During an episode of his Comedy Central show, Lenard McKelvey (who goes by the bizarre moniker "Charlamagne tha god") asked Vice President Kamala Harris a provocative question: "I want to know who the real president of this country is – is it Joe Biden or Joe Manchin?" Harris' handlers tried a desperate ploy to cut the interview short by making it seem as though they couldn't hear McKelvey.
When the host called out the Vice President's team for their brazen attempt to the dodge the question, Harris herself caved to the pressure and indignantly scolded McKelvey. She didn't have much of a substantive answer, relying primarily on shaming the host for "talking like a Republican."
Of course, Joe Biden is the president. But Sunday morning, Senator Joe Manchin demonstrated the extraordinary influence he wields as one of the only remaining Democrat lawmakers who isn't owned by far-left interest groups. In an interview on Fox News Sunday, Manchin appeared to put the final nail in the coffin of President Biden's signature legislation, the so-called "Build Back Better" plan.
"I cannot vote to continue with this piece of legislation," Manchin explained before adding, "I just can't. I've tried everything humanly possible. I can't get there."
The shrieks of despair and gnashing of progressive premolars could be heard throughout the land. Even that serious, objective journalist class was aghast, audibly sighing out their exasperation when hearing the news:
But truthfully, if our political environment was anywhere close to healthy, absolutely no one should be surprised by the failure of "Build Back Better." Here's three simple reasons why:
1. It was a bloated, haphazard, bad bill.

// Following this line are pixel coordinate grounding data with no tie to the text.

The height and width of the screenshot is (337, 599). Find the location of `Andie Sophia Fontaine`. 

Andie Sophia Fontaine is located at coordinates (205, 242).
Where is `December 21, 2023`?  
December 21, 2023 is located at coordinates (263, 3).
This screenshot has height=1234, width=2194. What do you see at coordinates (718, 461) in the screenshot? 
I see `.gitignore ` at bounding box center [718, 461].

As a knee-jerk reaction to the Trump years, progressive Democrats and the Twitter-class pundits pressured the White House to go overboard with their legislative agenda. They authored what was nothing short of an FDR-sized bill, one that would forever expand the scope and influence of D.C. bureaucrats into the lives of American citizens.
When obvious problems with the bill surfaced, something that is bound to happen with such a large, expansive monstrosity, rather than do the hard work of amendment, collaboration, consensus, and trimming or cutting trouble spots (yes, that's really allowed), the solution from the oligarchs running the show in Democrat congressional leadership was the exact opposite. They consistently expanded the bill to offer some new program or policy to try to buy off wary lawmakers.

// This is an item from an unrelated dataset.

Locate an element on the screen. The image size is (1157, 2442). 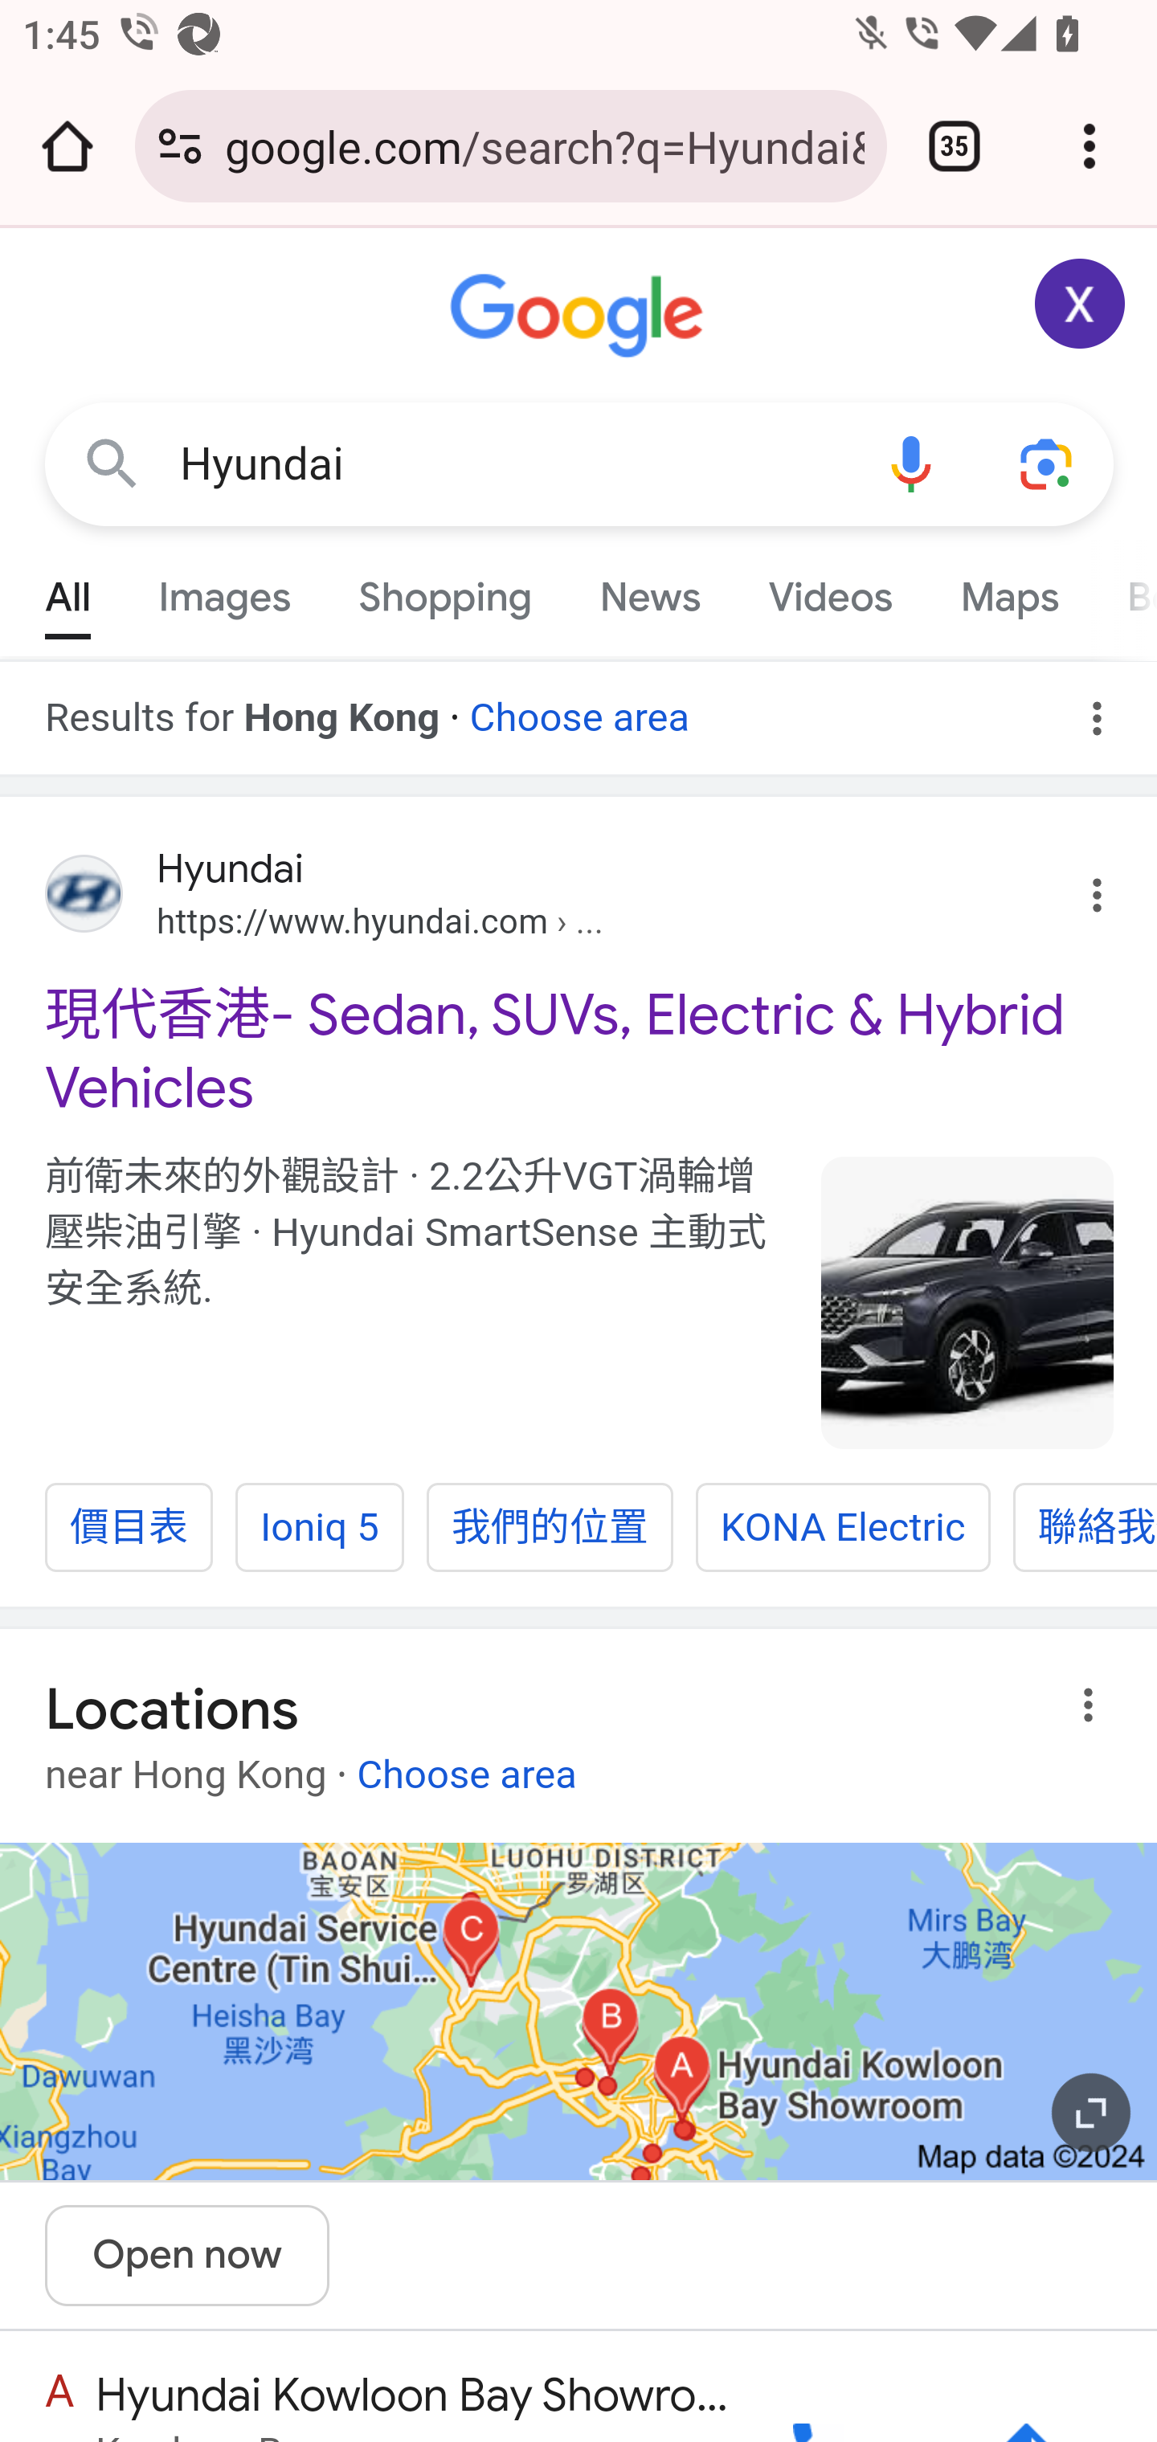
價目表 is located at coordinates (129, 1528).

Pushing through a Great Society/New Deal-size government expansion without Great Society/New Deal majorities or obvious electoral mandates was always an absurd proposition. That it came so close is an indication of just how much our politics and governance is now consumed by, and our lawmakers are utterly owned by, special interest rather than the country's general interest.
A spending bill that would have added $2.8 trillion to the national debt is bad enough. That it was being pushed at a time of soaring inflation made it unthinkable.
2. Realities of West Virginia
The bill failed because of the people of West Virginia. Well, actually that's not fair. It failed because of the people of West Virginia and the people of every other state that elected a Republican since every one of them opposed this bill too.
One of the more hilarious responses to Manchin's announcement was that of Vermont's unserious Senator Bernie Sanders:
Explain it to the people of West Virginia? Senator Manchin has voted for a series of progressive spending bills over the course of the last year. His opposition to this one is precisely because he wouldn't be able to explain his support of BBB if he voted in favor. According to the most recent polling, 74% of West Virginians oppose Bernie and Biden's Build Back Better blowout.
3. The Biden administration's stubbornness
Manchin said repeatedly where he was and what would be required for him to vote for BBB. He was, according to reports, in the White House as late as last Tuesday, putting before the Biden administration a framework for an equally large bill, but one that he could support.
Rep. Ilhan Omar can complain that Manchin "couldn't be trusted." Press secretary Jen Psaki can lament Manchin's "sudden and inexplicable reversal." But the truth is something entirely different from that bitter spin.
No, Joe Manchin isn't the president. A cabal of highly influential special interest groups are. All that happened Sunday was Senator Manchin deciding to thwart them by representing his constituents' interests instead.